Problem details |
Starting at the line that contains "At what (x,y)", repeat each line of the listing below through the last one, exactly, and leave out every picture.

Listed entries |
- - -

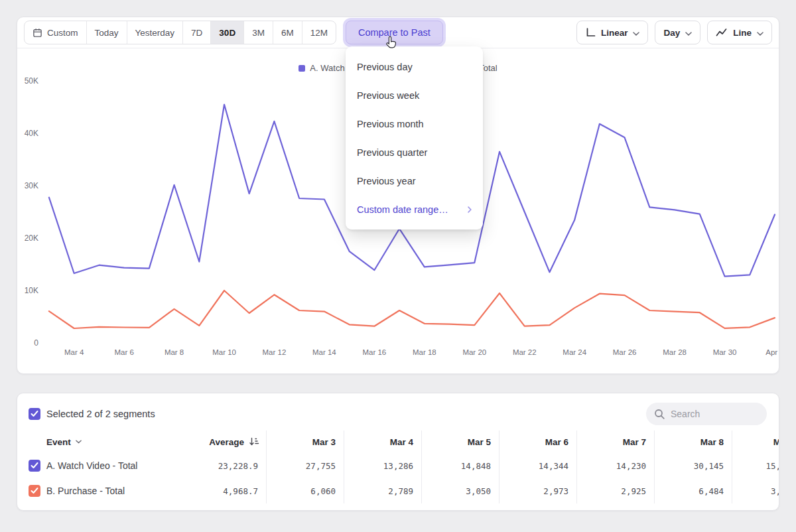 This screenshot has height=532, width=796. I want to click on table-value: 6,484, so click(693, 491).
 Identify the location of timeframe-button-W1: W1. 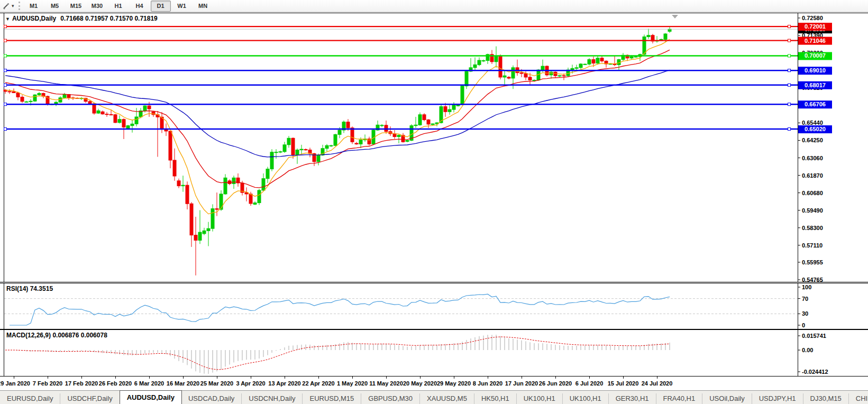
(182, 6).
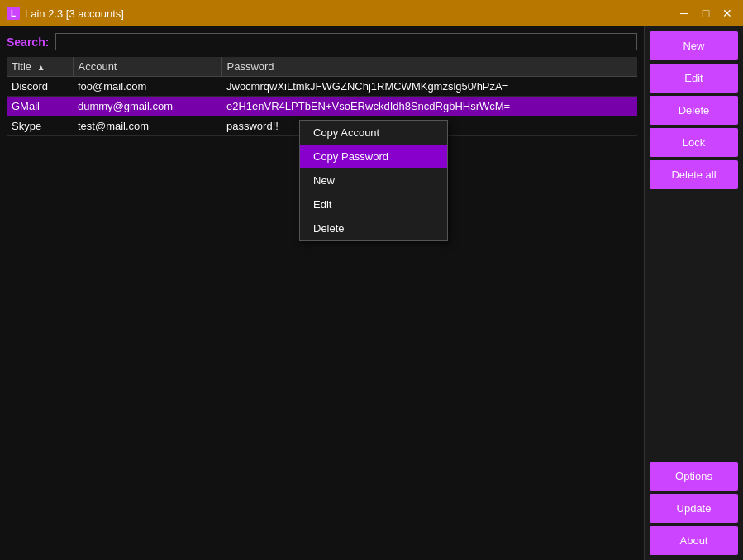 Image resolution: width=743 pixels, height=560 pixels. What do you see at coordinates (694, 540) in the screenshot?
I see `about-button: About` at bounding box center [694, 540].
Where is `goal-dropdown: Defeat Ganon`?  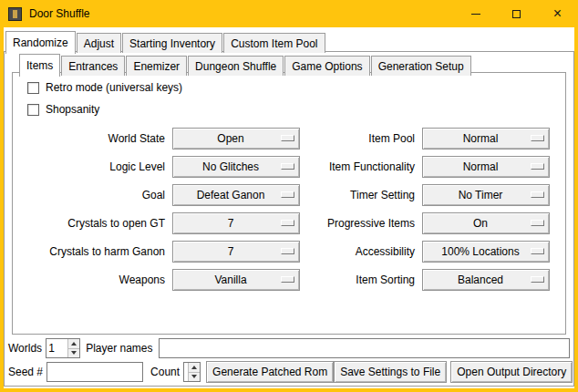 goal-dropdown: Defeat Ganon is located at coordinates (236, 195).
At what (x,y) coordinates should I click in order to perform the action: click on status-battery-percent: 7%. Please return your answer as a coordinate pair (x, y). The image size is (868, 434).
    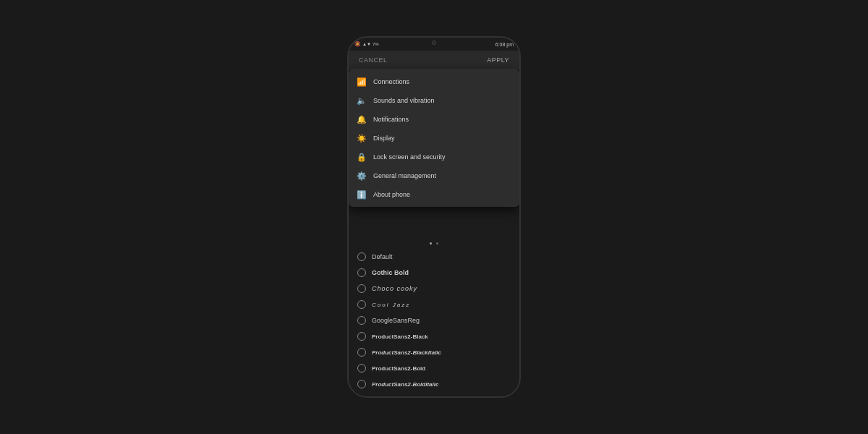
    Looking at the image, I should click on (376, 44).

- - -

Task result |
At what (x,y) coordinates should I click in order to perform the action: click on status-battery-percent: 7%. Please return your answer as a coordinate pair (x, y). The image size is (868, 434).
    Looking at the image, I should click on (376, 44).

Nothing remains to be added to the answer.